*** Listed records ***
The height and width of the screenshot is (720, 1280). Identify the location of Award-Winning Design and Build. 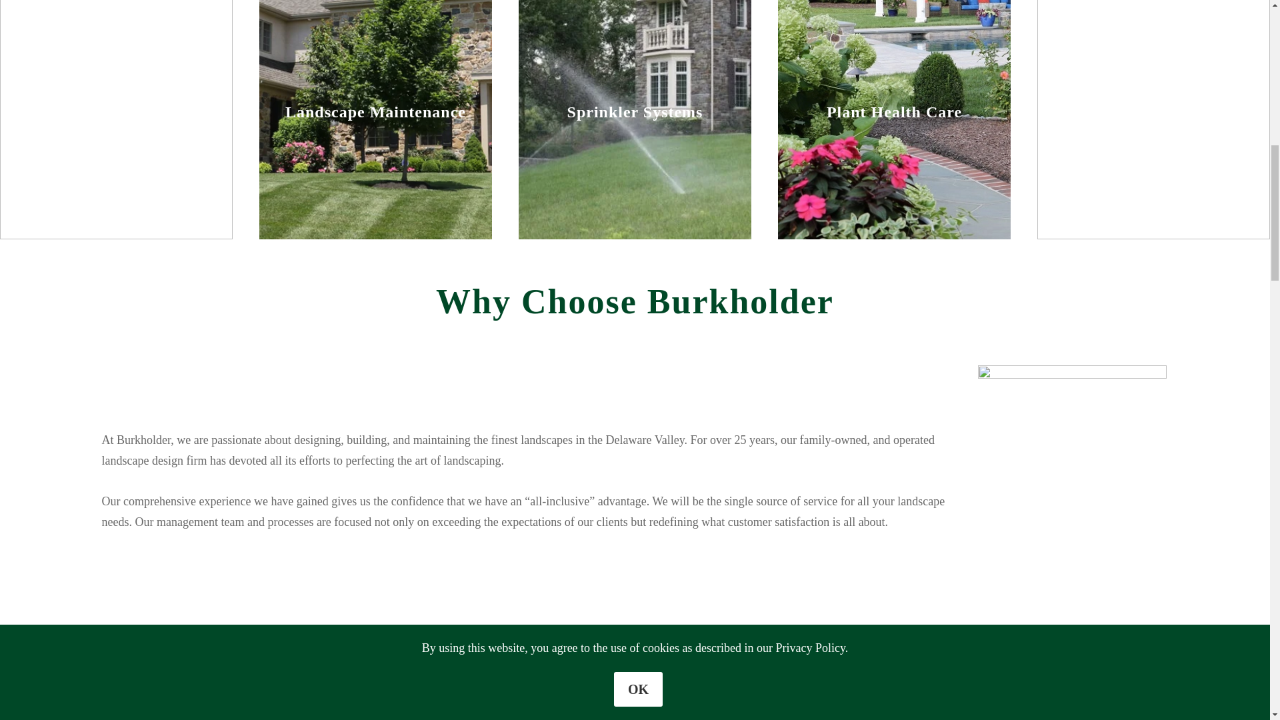
(116, 119).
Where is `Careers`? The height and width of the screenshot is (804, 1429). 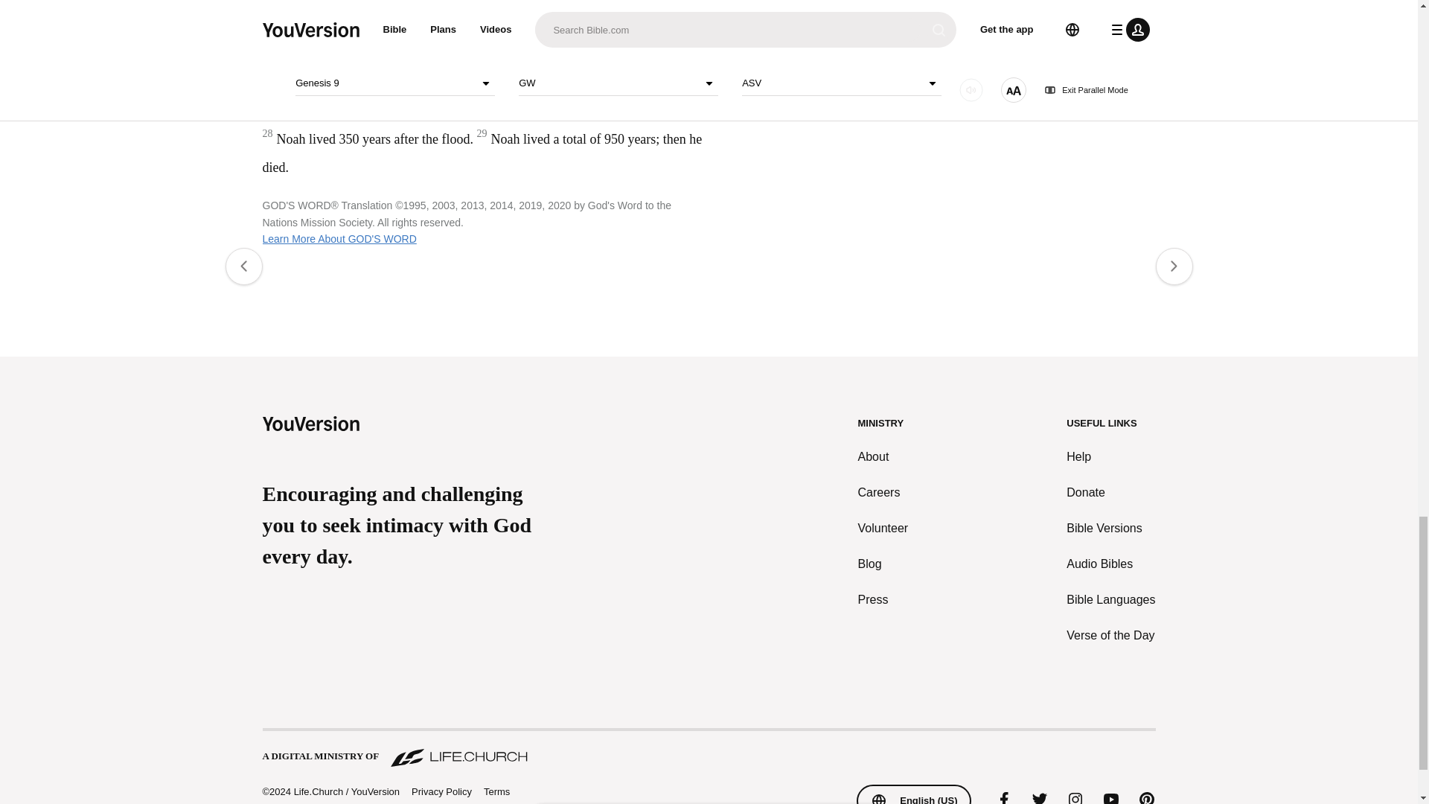 Careers is located at coordinates (883, 493).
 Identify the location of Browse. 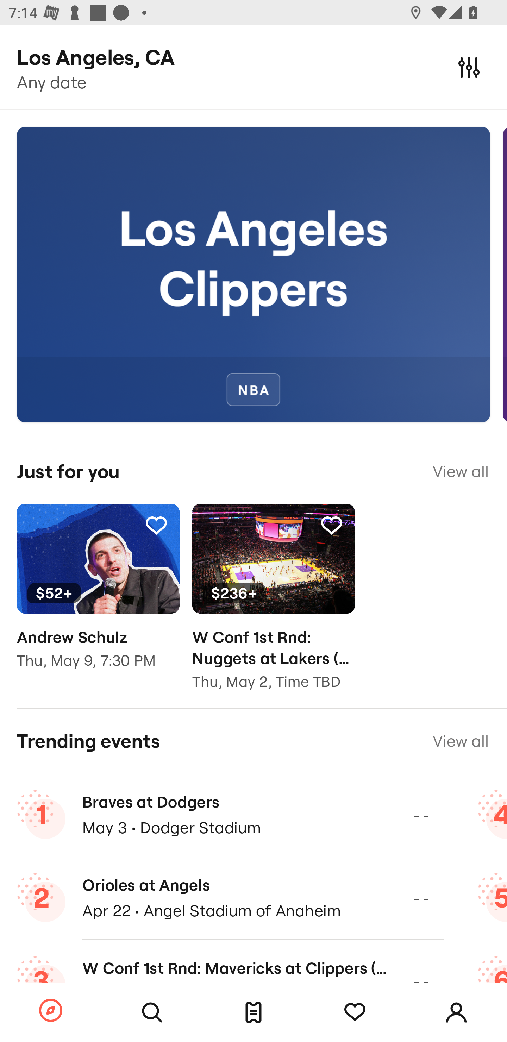
(51, 1011).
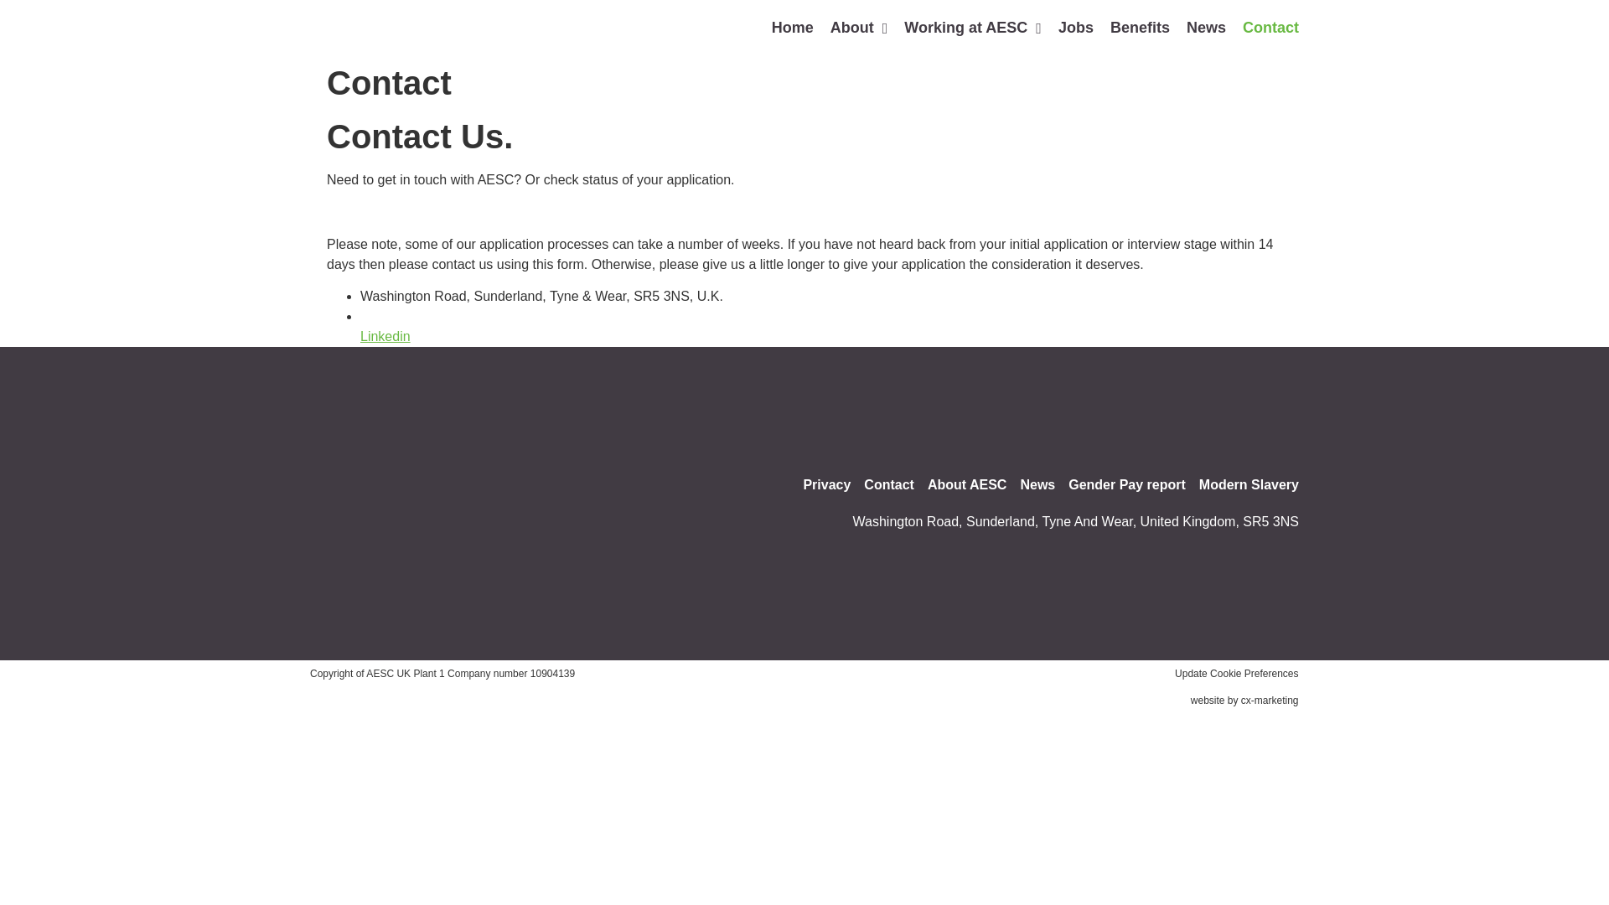  I want to click on Home, so click(793, 28).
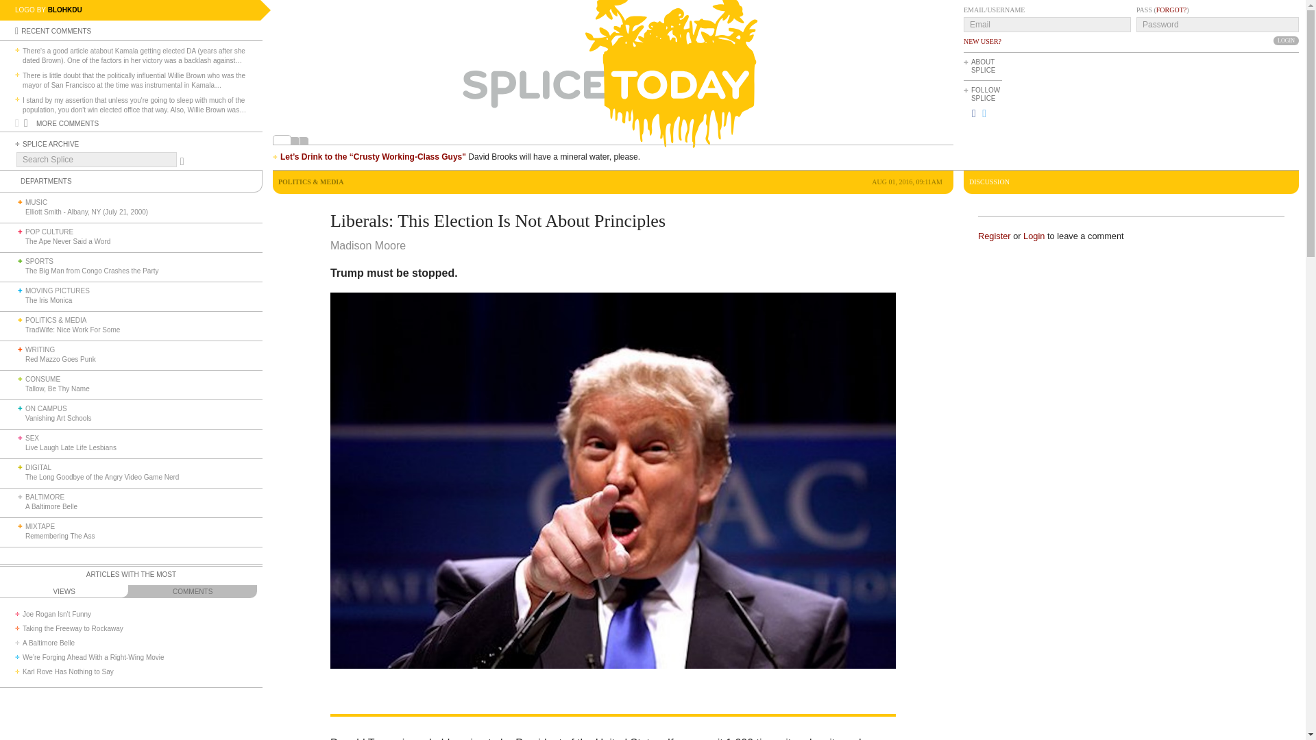  Describe the element at coordinates (1171, 10) in the screenshot. I see `FORGOT?` at that location.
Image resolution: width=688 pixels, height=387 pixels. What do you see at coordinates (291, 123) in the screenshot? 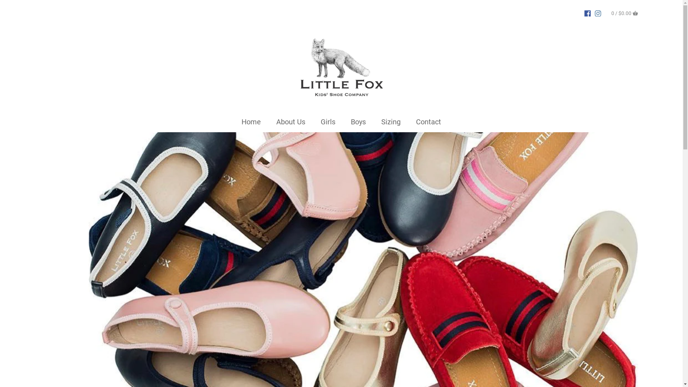
I see `About Us` at bounding box center [291, 123].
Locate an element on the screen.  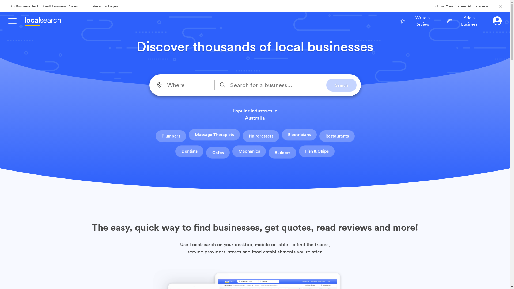
Restaurants is located at coordinates (336, 135).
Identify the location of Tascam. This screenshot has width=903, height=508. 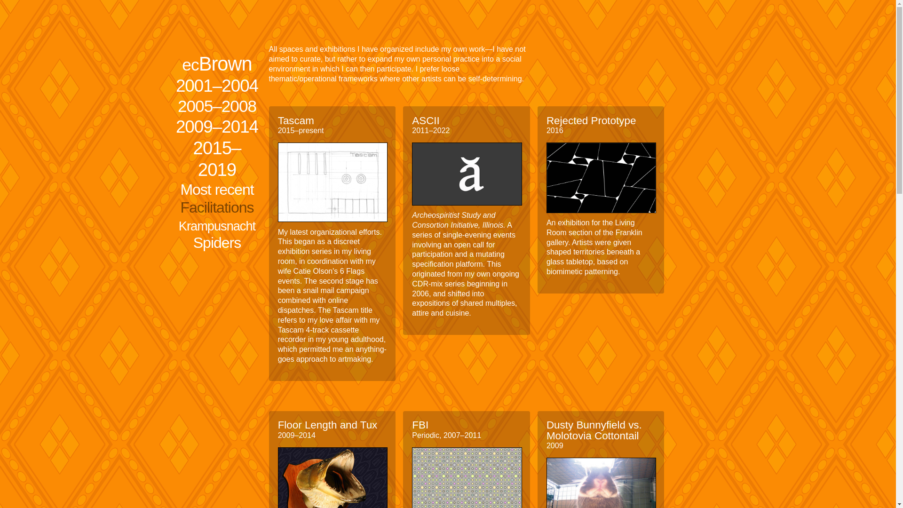
(296, 120).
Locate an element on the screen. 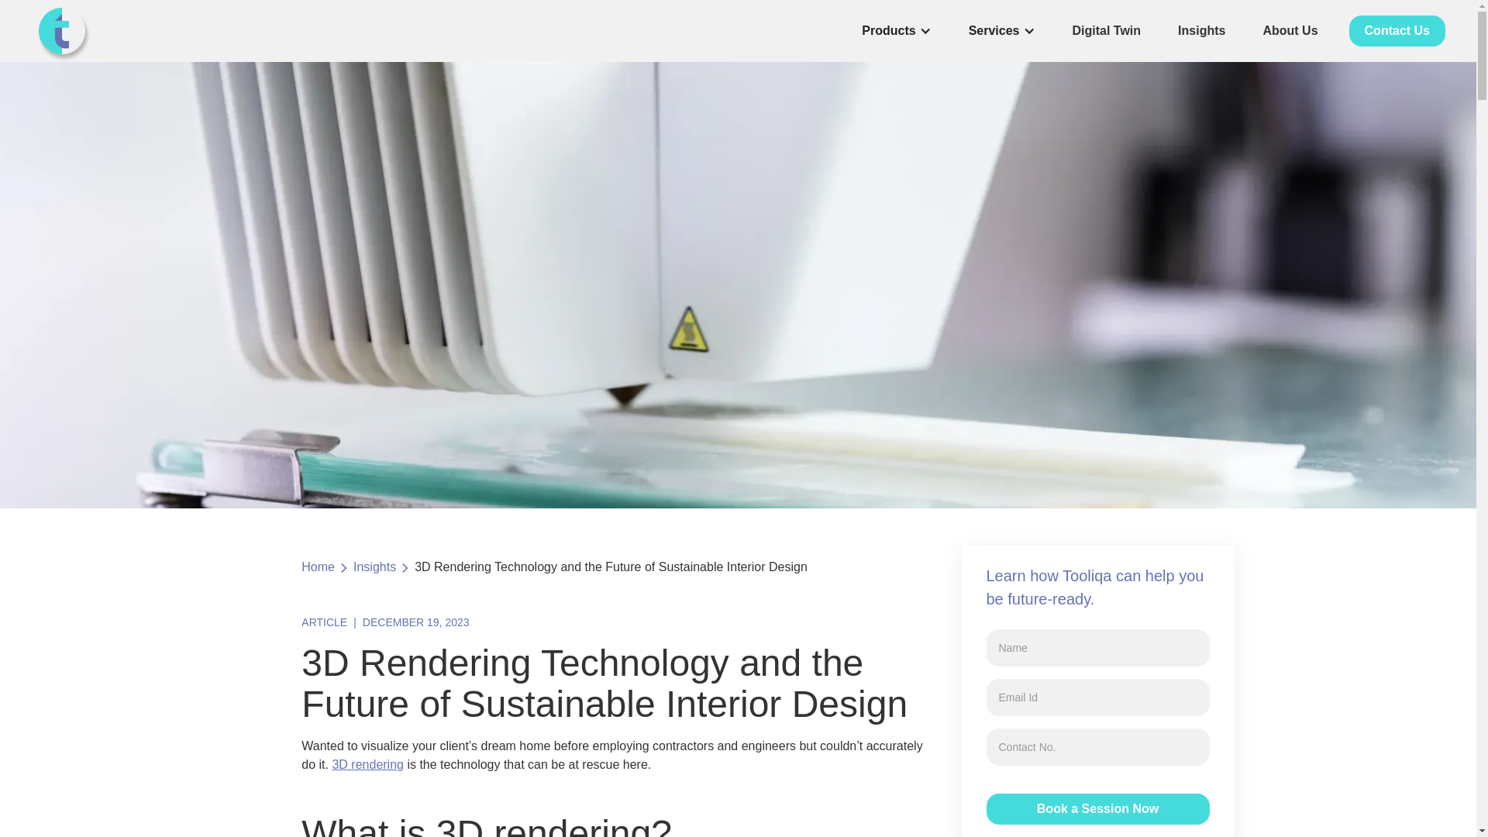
***
### [Instructions to follow]
With pictures omitted, reproduce exactly the lines from the line containing "Image resolution: width=688" through the end of the data above.

### [Exercise response]
Image resolution: width=688 pixels, height=387 pixels. What do you see at coordinates (291, 123) in the screenshot? 
I see `About Us` at bounding box center [291, 123].
Locate an element on the screen.  
Restaurants is located at coordinates (336, 135).
Identify the location of Tascam. This screenshot has width=903, height=508. 
(296, 120).
Locate an element on the screen. 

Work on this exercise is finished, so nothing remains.